(Photo by Marcus DeSieno, part of the Transcending Borders exhibit at the Maude Kerns Art Center)

By Randi Bjornstad

The border between the United States and Mexico takes on new, thought-provoking dimensions in a show called Transcending Borders, on display through April at the Maude Kerns Art Center.

The exhibit has three parts, beginning with a collaboration of words and pictures selected from their work by poet Laura Winter and photographer Terri Warpinski. Their combined effort is called Liminal Matter, drawing from series called Fences and Traces. Warpinski lives in the Eugene-Springfield area, and Winter comes from Portland. Their work combines Warpinski’s vast, sweeping photographs of the borderlands between the United States and Mexico with Winter’s poems describing the places and the effects of that divide on the people who live there.

Juan Dios, black-and-white photo by Richard Keis

Added to that is a series of photos by Marcus DeSieno, who examines the concept of government-sponsored spying, particularly on borders, from a collection of work he calls No Man’s Land: Views from a Surveillance State.
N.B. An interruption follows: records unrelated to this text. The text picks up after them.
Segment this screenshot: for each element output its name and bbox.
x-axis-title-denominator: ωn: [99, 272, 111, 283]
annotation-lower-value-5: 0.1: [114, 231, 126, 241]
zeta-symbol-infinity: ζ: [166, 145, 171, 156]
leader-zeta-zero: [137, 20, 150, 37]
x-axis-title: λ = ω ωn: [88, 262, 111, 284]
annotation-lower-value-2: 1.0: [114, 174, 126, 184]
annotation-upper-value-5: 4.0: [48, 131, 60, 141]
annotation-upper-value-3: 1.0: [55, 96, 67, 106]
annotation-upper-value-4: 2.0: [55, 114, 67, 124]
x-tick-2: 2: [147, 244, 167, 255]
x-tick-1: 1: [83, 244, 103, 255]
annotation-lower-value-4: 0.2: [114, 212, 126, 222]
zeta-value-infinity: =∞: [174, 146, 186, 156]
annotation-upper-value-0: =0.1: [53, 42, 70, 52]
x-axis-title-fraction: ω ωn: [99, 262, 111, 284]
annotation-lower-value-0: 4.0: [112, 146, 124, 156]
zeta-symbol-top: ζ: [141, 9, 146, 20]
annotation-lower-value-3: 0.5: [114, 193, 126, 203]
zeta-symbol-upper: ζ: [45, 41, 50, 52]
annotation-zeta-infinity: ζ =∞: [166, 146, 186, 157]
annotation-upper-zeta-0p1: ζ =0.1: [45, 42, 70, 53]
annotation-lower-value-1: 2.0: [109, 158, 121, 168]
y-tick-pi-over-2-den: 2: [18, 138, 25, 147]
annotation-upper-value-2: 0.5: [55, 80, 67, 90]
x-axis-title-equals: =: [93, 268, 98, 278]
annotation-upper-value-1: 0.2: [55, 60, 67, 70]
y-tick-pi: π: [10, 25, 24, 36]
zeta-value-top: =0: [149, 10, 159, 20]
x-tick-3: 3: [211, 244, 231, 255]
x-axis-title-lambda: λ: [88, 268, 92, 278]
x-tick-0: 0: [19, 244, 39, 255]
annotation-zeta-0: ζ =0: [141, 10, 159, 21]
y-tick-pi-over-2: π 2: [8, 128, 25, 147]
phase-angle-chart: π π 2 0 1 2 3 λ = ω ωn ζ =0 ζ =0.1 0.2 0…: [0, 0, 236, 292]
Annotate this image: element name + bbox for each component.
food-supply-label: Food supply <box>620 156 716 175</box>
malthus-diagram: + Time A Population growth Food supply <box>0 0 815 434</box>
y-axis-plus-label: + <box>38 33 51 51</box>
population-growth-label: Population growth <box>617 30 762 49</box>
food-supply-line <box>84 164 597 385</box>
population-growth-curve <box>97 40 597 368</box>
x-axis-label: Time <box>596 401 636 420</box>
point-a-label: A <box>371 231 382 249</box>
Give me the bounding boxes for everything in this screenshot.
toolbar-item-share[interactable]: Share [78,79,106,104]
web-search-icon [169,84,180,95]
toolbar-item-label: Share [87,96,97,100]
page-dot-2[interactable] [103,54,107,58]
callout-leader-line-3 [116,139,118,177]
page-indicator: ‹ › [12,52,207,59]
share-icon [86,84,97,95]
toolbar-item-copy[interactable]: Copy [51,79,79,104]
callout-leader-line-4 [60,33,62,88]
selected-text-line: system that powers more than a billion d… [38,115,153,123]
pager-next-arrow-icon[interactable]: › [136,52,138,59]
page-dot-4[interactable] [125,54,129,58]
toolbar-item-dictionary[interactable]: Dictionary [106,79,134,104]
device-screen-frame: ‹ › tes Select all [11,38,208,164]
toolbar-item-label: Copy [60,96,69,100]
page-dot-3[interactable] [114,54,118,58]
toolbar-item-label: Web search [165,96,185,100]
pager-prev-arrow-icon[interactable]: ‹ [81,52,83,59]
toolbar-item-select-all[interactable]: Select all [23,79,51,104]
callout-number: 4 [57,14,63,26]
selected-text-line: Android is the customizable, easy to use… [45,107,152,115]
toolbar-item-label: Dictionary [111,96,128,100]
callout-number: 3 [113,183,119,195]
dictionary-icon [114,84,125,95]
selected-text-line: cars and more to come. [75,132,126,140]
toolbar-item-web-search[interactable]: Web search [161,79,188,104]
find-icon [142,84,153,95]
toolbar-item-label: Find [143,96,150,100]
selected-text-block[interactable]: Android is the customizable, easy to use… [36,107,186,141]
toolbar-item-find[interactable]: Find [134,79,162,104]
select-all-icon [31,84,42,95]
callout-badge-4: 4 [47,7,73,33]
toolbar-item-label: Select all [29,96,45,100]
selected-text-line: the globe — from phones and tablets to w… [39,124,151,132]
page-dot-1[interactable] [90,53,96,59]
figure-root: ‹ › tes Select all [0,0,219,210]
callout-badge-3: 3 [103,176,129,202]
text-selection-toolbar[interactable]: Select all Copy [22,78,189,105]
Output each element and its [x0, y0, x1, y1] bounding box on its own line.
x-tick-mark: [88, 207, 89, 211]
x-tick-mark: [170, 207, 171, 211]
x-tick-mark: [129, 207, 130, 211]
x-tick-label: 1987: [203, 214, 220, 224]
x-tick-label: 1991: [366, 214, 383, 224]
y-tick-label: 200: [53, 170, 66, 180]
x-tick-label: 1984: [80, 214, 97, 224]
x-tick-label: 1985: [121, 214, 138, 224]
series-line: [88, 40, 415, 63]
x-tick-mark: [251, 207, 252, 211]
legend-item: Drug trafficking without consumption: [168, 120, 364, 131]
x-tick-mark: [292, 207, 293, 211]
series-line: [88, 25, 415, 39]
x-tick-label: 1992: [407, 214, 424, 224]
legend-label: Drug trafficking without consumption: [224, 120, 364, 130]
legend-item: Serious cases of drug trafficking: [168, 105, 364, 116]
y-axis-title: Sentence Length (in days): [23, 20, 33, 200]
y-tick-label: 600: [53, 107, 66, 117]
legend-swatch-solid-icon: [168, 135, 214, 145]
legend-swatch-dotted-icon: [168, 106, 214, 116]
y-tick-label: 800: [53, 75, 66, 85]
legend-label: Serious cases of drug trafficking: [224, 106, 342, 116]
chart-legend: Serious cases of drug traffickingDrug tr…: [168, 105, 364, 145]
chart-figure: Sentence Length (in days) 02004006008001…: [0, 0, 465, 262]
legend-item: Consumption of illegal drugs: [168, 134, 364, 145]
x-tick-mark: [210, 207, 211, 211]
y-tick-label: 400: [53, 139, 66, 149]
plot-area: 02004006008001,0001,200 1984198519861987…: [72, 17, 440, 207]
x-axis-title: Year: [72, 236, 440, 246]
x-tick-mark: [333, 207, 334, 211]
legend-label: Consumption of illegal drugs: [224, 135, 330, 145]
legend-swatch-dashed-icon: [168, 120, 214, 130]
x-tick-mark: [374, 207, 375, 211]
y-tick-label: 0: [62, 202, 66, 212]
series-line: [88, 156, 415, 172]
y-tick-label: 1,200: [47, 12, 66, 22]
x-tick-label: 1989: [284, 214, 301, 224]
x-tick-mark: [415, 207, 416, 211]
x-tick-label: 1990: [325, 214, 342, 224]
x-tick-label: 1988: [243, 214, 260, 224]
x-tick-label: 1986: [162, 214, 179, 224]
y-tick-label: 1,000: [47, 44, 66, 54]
A description provided by the art center says, “To produce this work, he hacked into surveillance cameras and CCTV feeds looking for images of picturesque and sublime landscapes … to highlight and call into question this type of social control.” DiSieno, who comes from Washington state, has shown his work in New York, Paris, and Greece as well as widely in galleries and museums in the United States.

Rounding out the show is Livelihoods, featuring black-and-white photographs of workers in Oaxaca, Mexico, by Corvallis photographer Richard Keis, who first became interested in the topic when he worked with migrant families in Oregon. In this show, he captures the ways of life of people who chose not to migrate but to make their livings in Mexico, among them weavers, sculptors, folk healers, feather artists, and producers of agave spirits called mezcal.

Transcending Borders is available to viewers in person at the Maude Kerns Art Center or online at mkartcenter.org. In-person viewing is subject to all State of Oregon and Oregon Health Authority guidelines, including social distancing and mask-wearing.

Transcending Borders

When: Through April 30

Where: Maude Kerns Art Center, 1910 E. 15th Ave., Eugene (corner of 15th and Villard streets)

Hours: 10 a.m. to 5:30 p.m. Monday through Friday, and noon to 4 p.m. on Saturday during exhibits; a virtual artist talk will take place via Zoom from 6 pm. to 7 p.m. on Thursday, April 22, via the art center website at mkartcenter.org

Details: In-person viewing is subject to all State of Oregon and Oregon Health Authority guidelines, including social distancing and mask-wearing.The Maude Kerns Art Center is adhering to all State of Oregon and Oregon Health Authority guidelines. The exhibit also can be viewed, and artwork purchased, online at mkartcenter.org.